Mendillo told The New York Times that Harvard's endowment will remain a "diversified portfolio that includes alternative investments in private equity, hedge funds and real estate, but it now has about 10 percent more of its portfolio in more liquid instruments."

Cornell University's endowment also increased this year, and the University announced a 12.6 percent rise in value from $4 billion at the end of June 2009 to $4.4 billion on June 30, 2010, according to The Cornell Daily Sun.

James Walsh, Cornell's former chief investment officer, attributed the original fall in endowment funds to a "sharp reduction in liquidity in the market, which meant there was no safe asset except for cash and fixed income," according to The Sun.

Cornell's investment office and the investment committee of the University's Board of Trustees has reallocated assets in areas such as "distressed debt and credit strategies," Cornell investment committee Chairman Paul Gould said in a University press release.

Princeton University reported the need for endowment spending cuts in departments' non-personnel administrative budgets as well as a contraction in University size among other budget planning measures to counter a decrease in endowment value, according to a letter University President Shirley Tilghman sent out in April 2009.

Princeton announced in the July 7 issue of the Princeton Alumni Weekly plans to create a "liquidity fund separate from the endowment and invested conservatively that will serve essentially as an insurance policy,'" that will grow gradually over time.

Princeton has yet to post endowment returns for the fiscal year.

Brown University's endowment will increase in value by an average of 5.9 percent between July 2001 and June 2011, excluding gifts, according to Beppie Huidekoper, executive vice president for finance and administration at Brown.

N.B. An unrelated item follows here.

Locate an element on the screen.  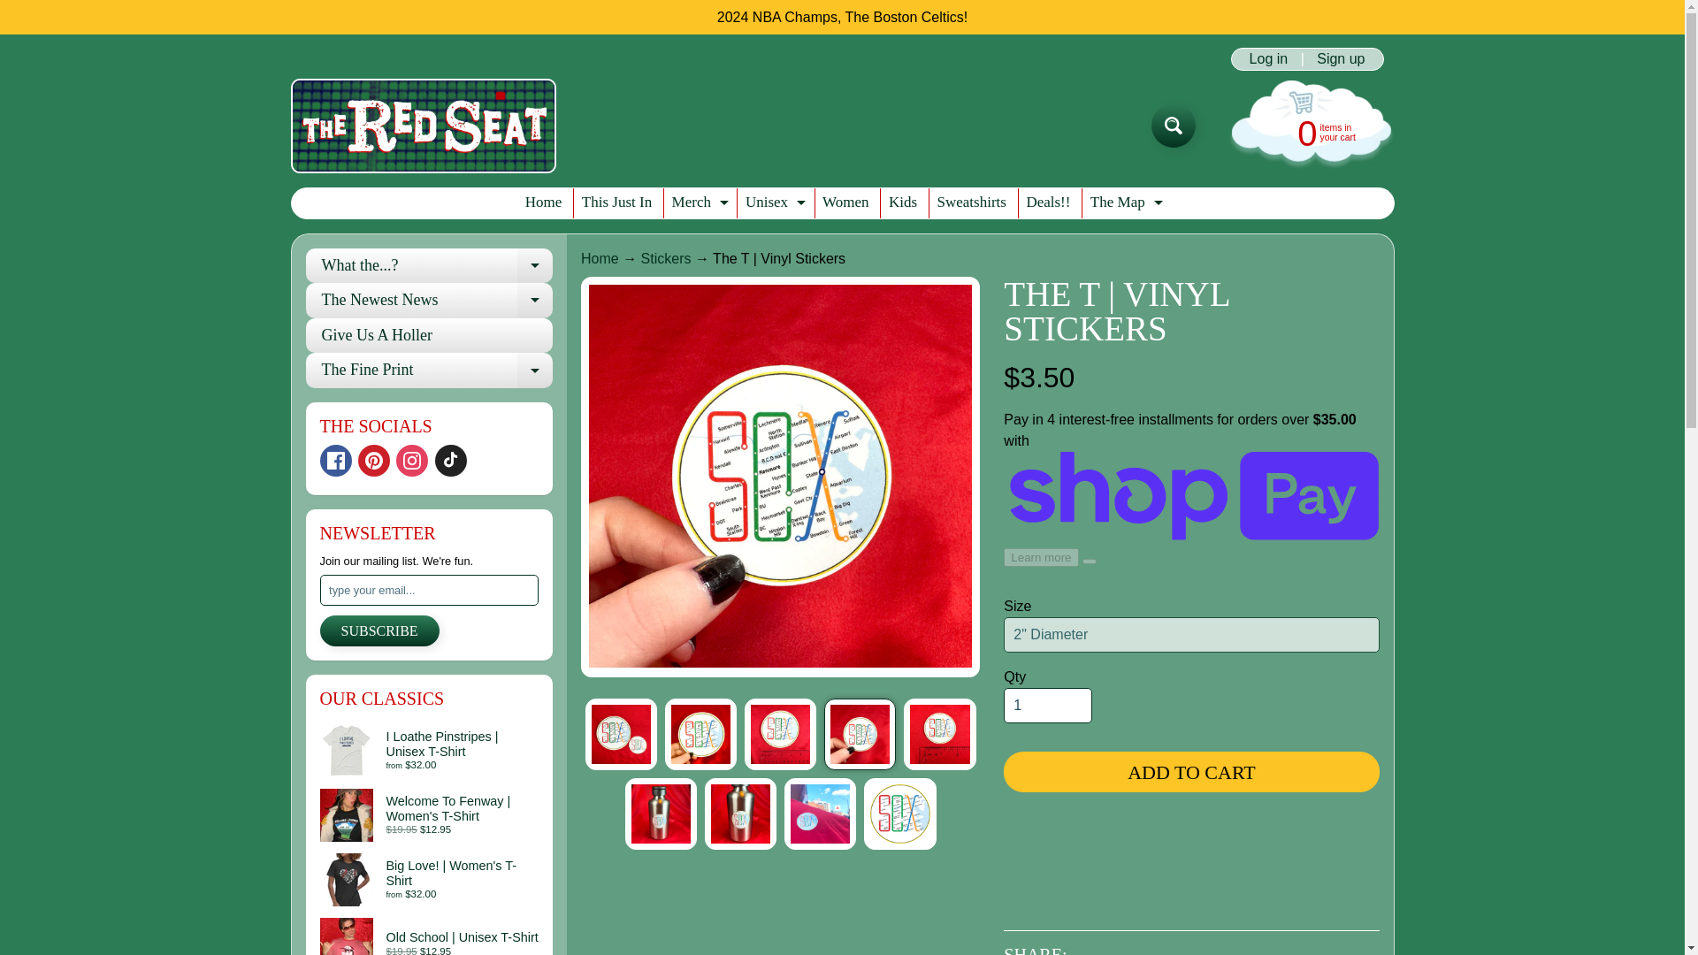
The Red Seat is located at coordinates (27, 9).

While Brown has not yet released its endowment figures for the most recent fiscal year, the University has reported a plan to draw less from its endowment this year and to reduce payout by about 20 percent from the last fiscal year, Huidekoper told The Brown Daily Herald. Payout is measured as a percentage of the endowment's average value over the previous three years, according to the article.

Columbia's endowment reported a 17 percent return and totaled $6.5 billion as of June 30, according to the Columbia Daily Spectator.

With this level of return, Columbia hopes to restore missing resources and increase salary for faculty and staff, as well as funding for financial aid, the Spectator reported.

The University of Pennsylvania reported a 9.6 percent endowment increase in fiscal year 2010. Penn announced an initiative to control expenditures in December 2008, focusing energies on controlling human resources activities, limiting "discretionary expenditures" and working carefully on investment projects to counter the recent external economic downturn, according to The Daily Pennsylvanian.

Penn's portfolio is atypical of large endowments, due to its lack of private equity, real estate and natural resources, Chief Investment Officer Kristin Gilbertson told Bloomberg.

Without a liquidity problem, Penn worked to "reposition [its] portfolio, but nothing major," Gilbertson told The Daily Pennsylvanian.